The task — Output the entries in full and verbatim, pictures omitted.

Dataset entries:
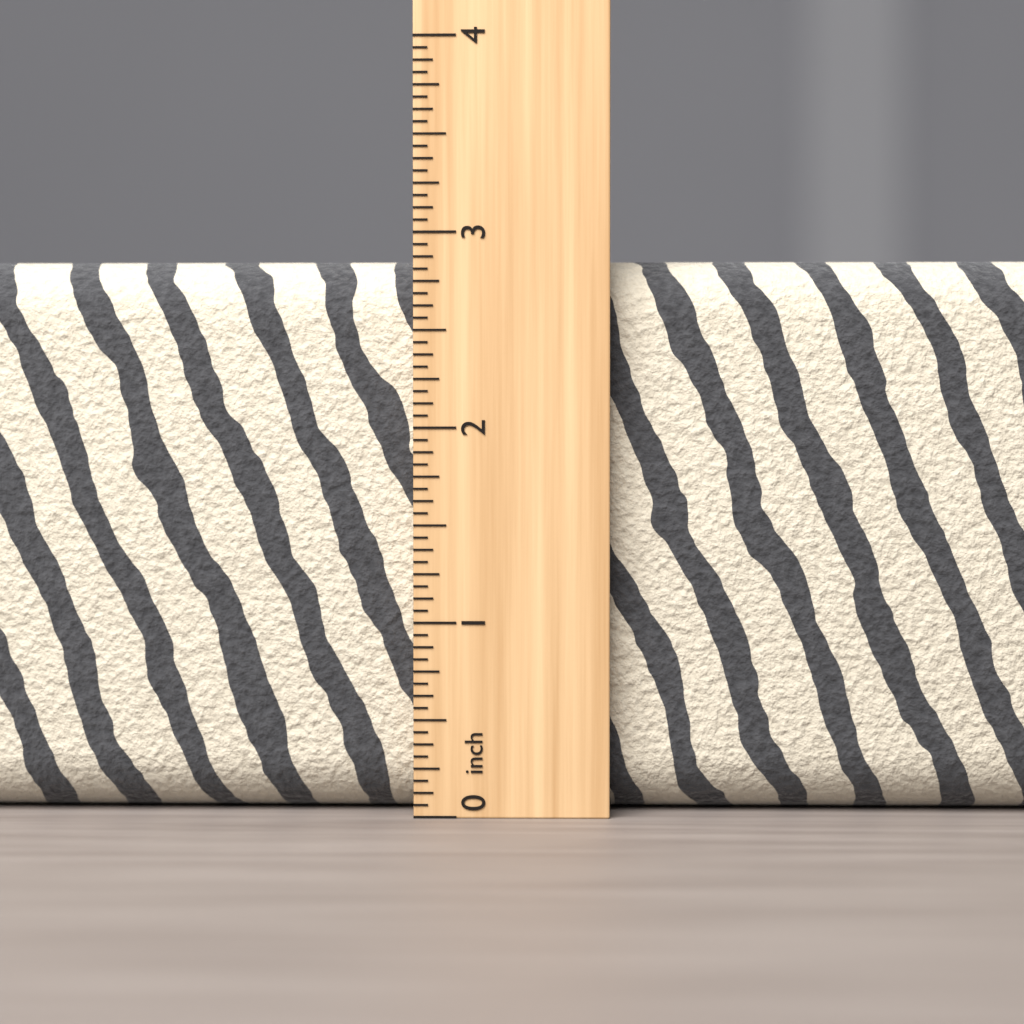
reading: 2.8750 inch
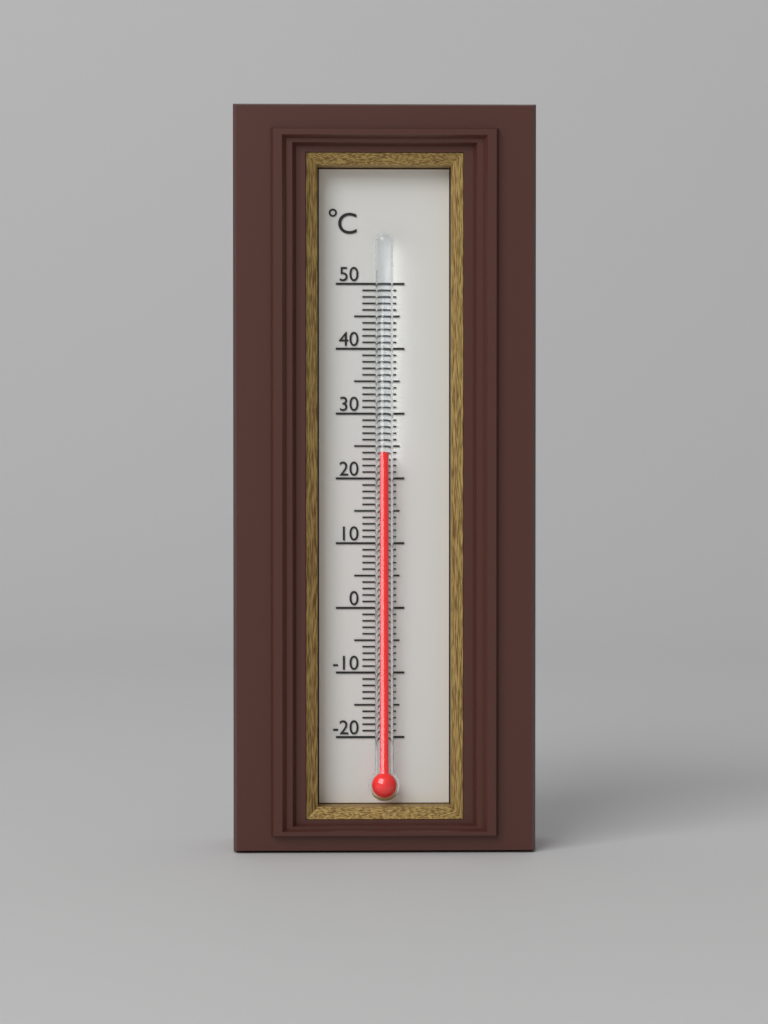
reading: 24 °C
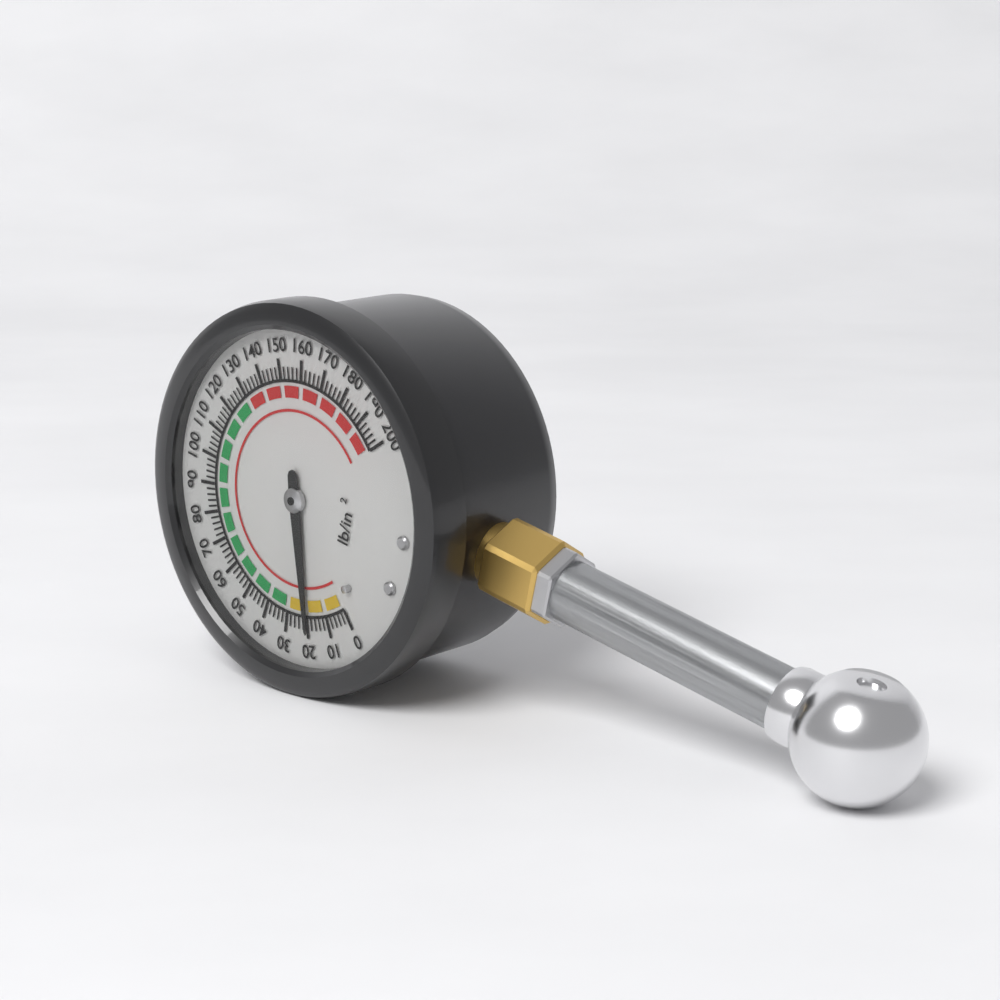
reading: 20 psi
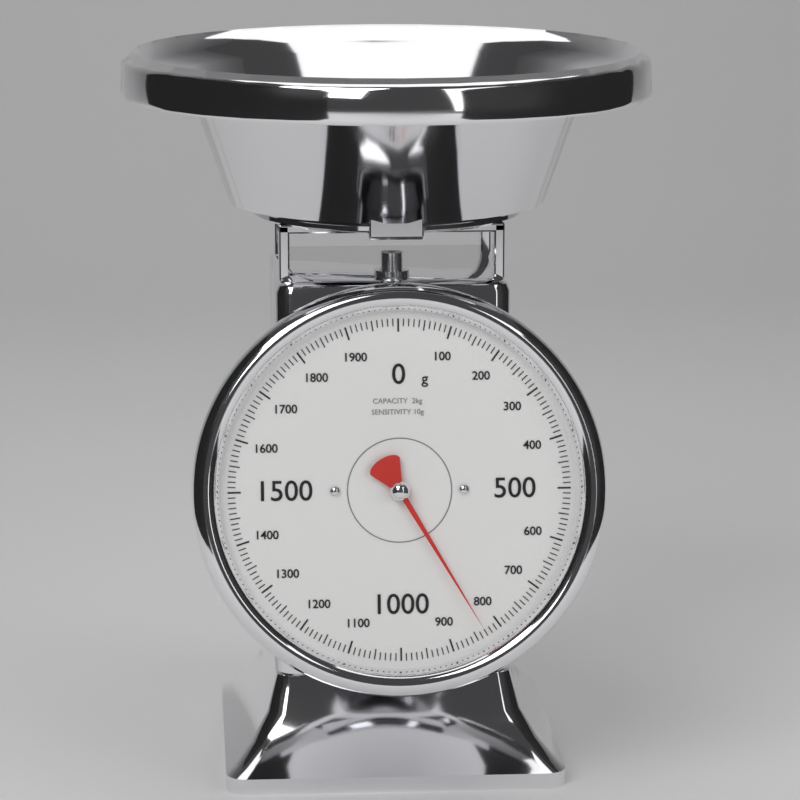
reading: 830 g
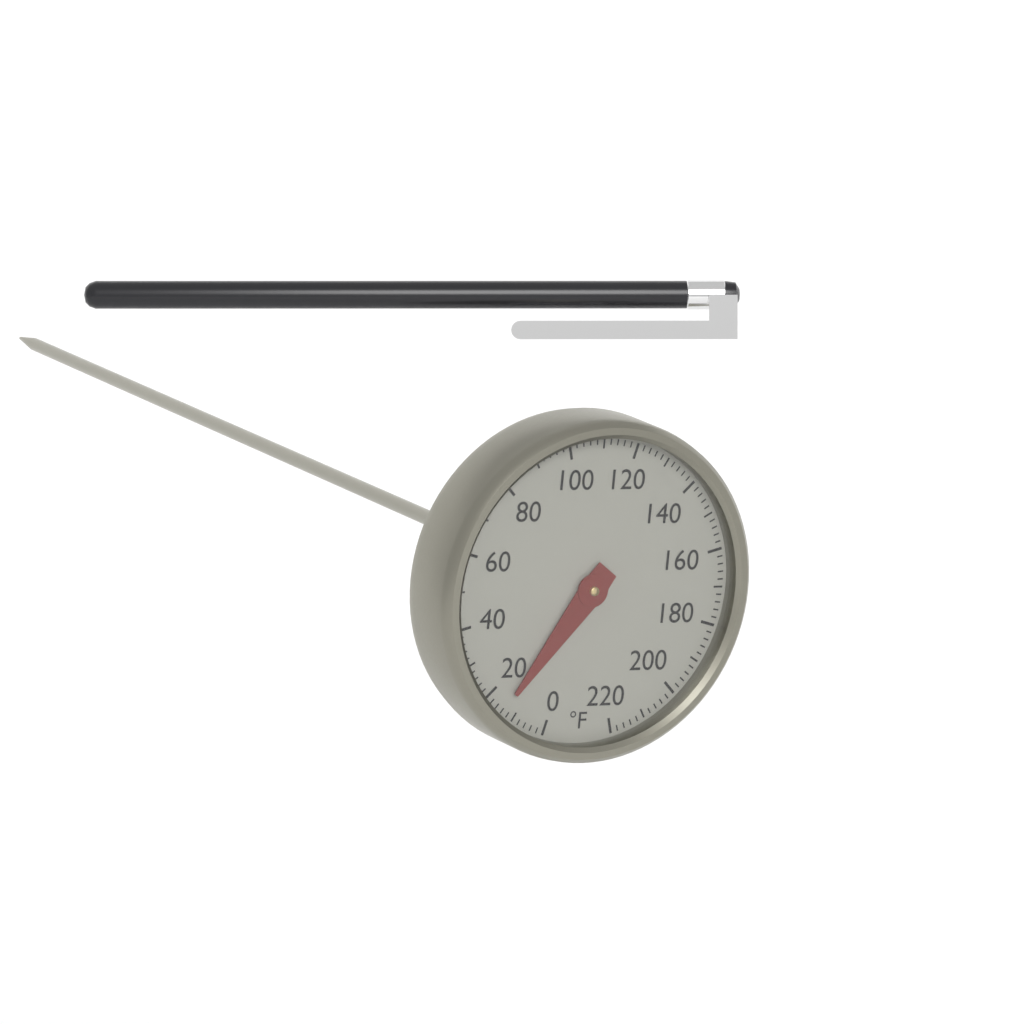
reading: 14 °F
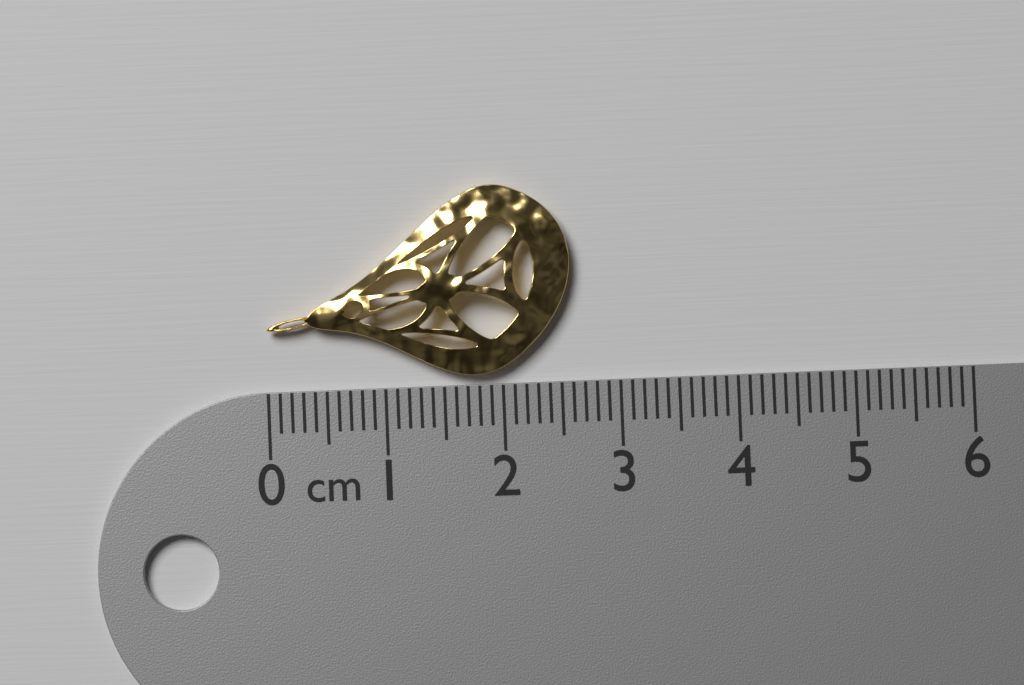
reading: 2.6 cm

Result of the task —
reading: 2.8750 inch
reading: 24 °C
reading: 20 psi
reading: 830 g
reading: 14 °F
reading: 2.6 cm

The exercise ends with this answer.